To top everything off, there was a semi-staged performance of Peter Maxwell Davies’ irreverent yet harrowing monodrama, Miss Donnithorne’s Maggot, from 1974. The piece is really an extended mad scene for one character, Miss Eliza Emily Donnithorne, who, after being jilted at the altar by an irresponsible naval officer, spent the last 30 years of her life alone behind closed doors, still wearing her bridal gown. The score, for a chamber group, is spiky, strange, unstable, sometimes mocking Victorian salon music. For those who heard this piece in the `70s, it must have been inconceivable to think that the maverick Maxwell Davies would someday be appointed Master of the Queen’s Music, which he was from 2004 to 2014.
Mezzo-soprano Buffy Baggott — which serendipitously rhymes with “Maggot” — put on a performance that can only be described as an overwhelming tour-de-force.
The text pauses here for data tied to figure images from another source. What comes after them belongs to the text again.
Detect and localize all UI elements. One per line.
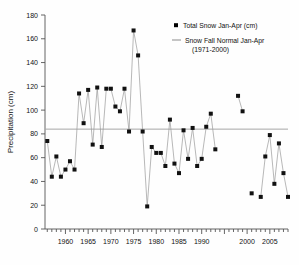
x-tick-label: 2005 [262, 238, 278, 245]
y-tick-label: 120 [26, 83, 38, 90]
data-point-marker [159, 151, 163, 155]
data-point-marker [250, 191, 254, 195]
data-point-marker [118, 109, 122, 113]
data-point-marker [132, 28, 136, 32]
x-tick-label: 1960 [58, 238, 74, 245]
y-tick-label: 20 [30, 202, 38, 209]
data-point-marker [182, 128, 186, 132]
data-point-marker [109, 87, 113, 91]
data-point-marker [59, 175, 63, 179]
y-tick-label: 100 [26, 107, 38, 114]
data-point-marker [145, 204, 149, 208]
data-point-marker [136, 53, 140, 57]
data-point-marker [268, 133, 272, 137]
data-point-marker [77, 91, 81, 95]
x-tick-label: 1985 [171, 238, 187, 245]
data-point-marker [195, 164, 199, 168]
x-tick-label: 2000 [239, 238, 255, 245]
legend-label-snow-fall-normal: Snow Fall Normal Jan-Apr [185, 37, 265, 45]
data-point-marker [100, 145, 104, 149]
data-point-marker [200, 157, 204, 161]
x-tick-label: 1965 [80, 238, 96, 245]
data-point-marker [63, 168, 67, 172]
precipitation-line-chart: 020406080100120140160180 196019651970197… [0, 0, 299, 265]
data-point-marker [277, 141, 281, 145]
legend-label-total-snow: Total Snow Jan-Apr (cm) [183, 22, 257, 30]
y-tick-label: 80 [30, 130, 38, 137]
data-point-marker [127, 130, 131, 134]
data-point-marker [141, 130, 145, 134]
data-point-marker [113, 105, 117, 109]
data-point-marker [82, 121, 86, 125]
data-point-marker [104, 87, 108, 91]
y-tick-label: 160 [26, 35, 38, 42]
data-point-marker [163, 164, 167, 168]
y-tick-label: 40 [30, 178, 38, 185]
y-tick-label: 140 [26, 59, 38, 66]
y-tick-label: 60 [30, 154, 38, 161]
data-point-marker [177, 171, 181, 175]
data-point-marker [168, 118, 172, 122]
data-point-marker [263, 154, 267, 158]
legend-marker-square-icon [174, 23, 178, 27]
data-point-marker [86, 88, 90, 92]
data-point-marker [54, 154, 58, 158]
data-point-marker [259, 195, 263, 199]
data-point-marker [186, 157, 190, 161]
data-point-marker [281, 171, 285, 175]
data-point-marker [191, 126, 195, 130]
data-point-marker [45, 139, 49, 143]
data-point-marker [73, 168, 77, 172]
data-point-marker [236, 94, 240, 98]
chart-container: 020406080100120140160180 196019651970197… [0, 0, 299, 265]
legend-label-normal-period: (1971-2000) [192, 46, 229, 54]
x-tick-label: 1970 [103, 238, 119, 245]
x-tick-label: 1980 [148, 238, 164, 245]
data-point-marker [241, 109, 245, 113]
data-point-marker [209, 112, 213, 116]
data-point-marker [272, 182, 276, 186]
x-tick-label: 1990 [194, 238, 210, 245]
data-point-marker [172, 162, 176, 166]
x-tick-label: 1975 [126, 238, 142, 245]
y-tick-label: 180 [26, 12, 38, 19]
data-point-marker [95, 86, 99, 90]
data-point-marker [154, 151, 158, 155]
data-point-marker [150, 145, 154, 149]
data-point-marker [122, 87, 126, 91]
data-point-marker [213, 147, 217, 151]
data-point-marker [91, 143, 95, 147]
y-tick-label: 0 [34, 226, 38, 233]
data-point-marker [50, 175, 54, 179]
data-point-marker [204, 125, 208, 129]
data-point-marker [68, 159, 72, 163]
y-axis-title: Precipitation (cm) [6, 91, 15, 154]
data-point-marker [286, 195, 290, 199]
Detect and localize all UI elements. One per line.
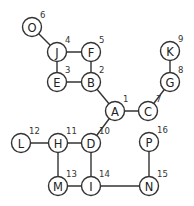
node-label: B xyxy=(87,76,95,90)
node-label: N xyxy=(145,180,154,194)
visit-order-number: 13 xyxy=(66,169,77,179)
node-label: I xyxy=(89,180,92,194)
node-label: C xyxy=(144,105,152,119)
visit-order-number: 2 xyxy=(99,65,104,75)
visit-order-number: 6 xyxy=(40,10,45,20)
visit-order-number: 5 xyxy=(99,35,104,45)
node-J: J4 xyxy=(48,35,71,62)
node-D: D10 xyxy=(82,126,110,153)
node-N: N15 xyxy=(140,169,168,196)
visit-order-number: 7 xyxy=(156,94,161,104)
visit-order-number: 10 xyxy=(99,126,110,136)
node-label: O xyxy=(27,21,36,35)
node-label: A xyxy=(111,105,119,119)
node-L: L12 xyxy=(12,126,40,153)
visit-order-number: 16 xyxy=(157,125,168,135)
visit-order-number: 15 xyxy=(157,169,168,179)
visit-order-number: 3 xyxy=(65,65,70,75)
node-A: A1 xyxy=(106,94,129,121)
node-B: B2 xyxy=(82,65,105,92)
node-E: E3 xyxy=(48,65,71,92)
node-K: K9 xyxy=(161,34,184,61)
visit-order-number: 4 xyxy=(65,35,70,45)
node-M: M13 xyxy=(49,169,77,196)
node-label: E xyxy=(53,76,60,90)
node-G: G8 xyxy=(161,65,184,92)
node-P: P16 xyxy=(140,125,168,152)
visit-order-number: 14 xyxy=(99,169,110,179)
visit-order-number: 1 xyxy=(123,94,128,104)
node-label: G xyxy=(166,76,175,90)
node-label: F xyxy=(88,46,95,60)
node-label: J xyxy=(54,46,58,60)
node-H: H11 xyxy=(49,126,77,153)
node-label: K xyxy=(166,45,174,59)
visit-order-number: 8 xyxy=(178,65,183,75)
node-F: F5 xyxy=(82,35,105,62)
node-label: H xyxy=(54,137,63,151)
nodes: A1B2E3J4F5O6C7G8K9D10H11L12M13I14N15P16 xyxy=(12,10,184,196)
node-C: C7 xyxy=(139,94,162,121)
node-label: M xyxy=(53,180,63,194)
visit-order-number: 12 xyxy=(29,126,40,136)
node-O: O6 xyxy=(23,10,46,37)
visit-order-number: 11 xyxy=(66,126,77,136)
node-label: L xyxy=(18,137,25,151)
node-label: D xyxy=(87,137,96,151)
node-label: P xyxy=(146,136,153,150)
visit-order-number: 9 xyxy=(178,34,183,44)
node-I: I14 xyxy=(82,169,110,196)
graph-diagram: A1B2E3J4F5O6C7G8K9D10H11L12M13I14N15P16 xyxy=(0,0,194,206)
Clad in a bedraggled wedding gown and train, occasionally reclining on a deliberately ratty-looking Victorian sofa, Baggott twisted her opulent voice into various loony states, drawing out the words, dominating yet not drowning out the clearly-etched chamber group led by Ryan Dudenbostel. Often, she made her character seem unbalanced and stark raving mad to a frightening degree. Above her was a ghostly video projection of a giant wedding cake that slowly, gradually crumbled as the performance progressed. (In a nice touch, audience members were treated to free slices of wedding cake during intermission.)
Toward the end, though, the whole production was beginning to seem overlong. Maxwell Davies’ own urgent recording of his monodrama with the Fires of London lasts about 36 minutes and change, but this performance sprawled beyond 50 minutes due to the drawn-out pacing of the words and accompaniment. Too much madness, I concluded, but that didn’t take anything away from acknowledging Ms. Baggott’s tremendous effort, which was preserved on audio and video for possible release.
[For another review of the work of this festival, click here.]
Richard S. Ginell writes regularly about music for the Los Angeles Times and is also the Los Angeles correspondent for American Record Guide and the West Coast regional editor for Classical Voice North America.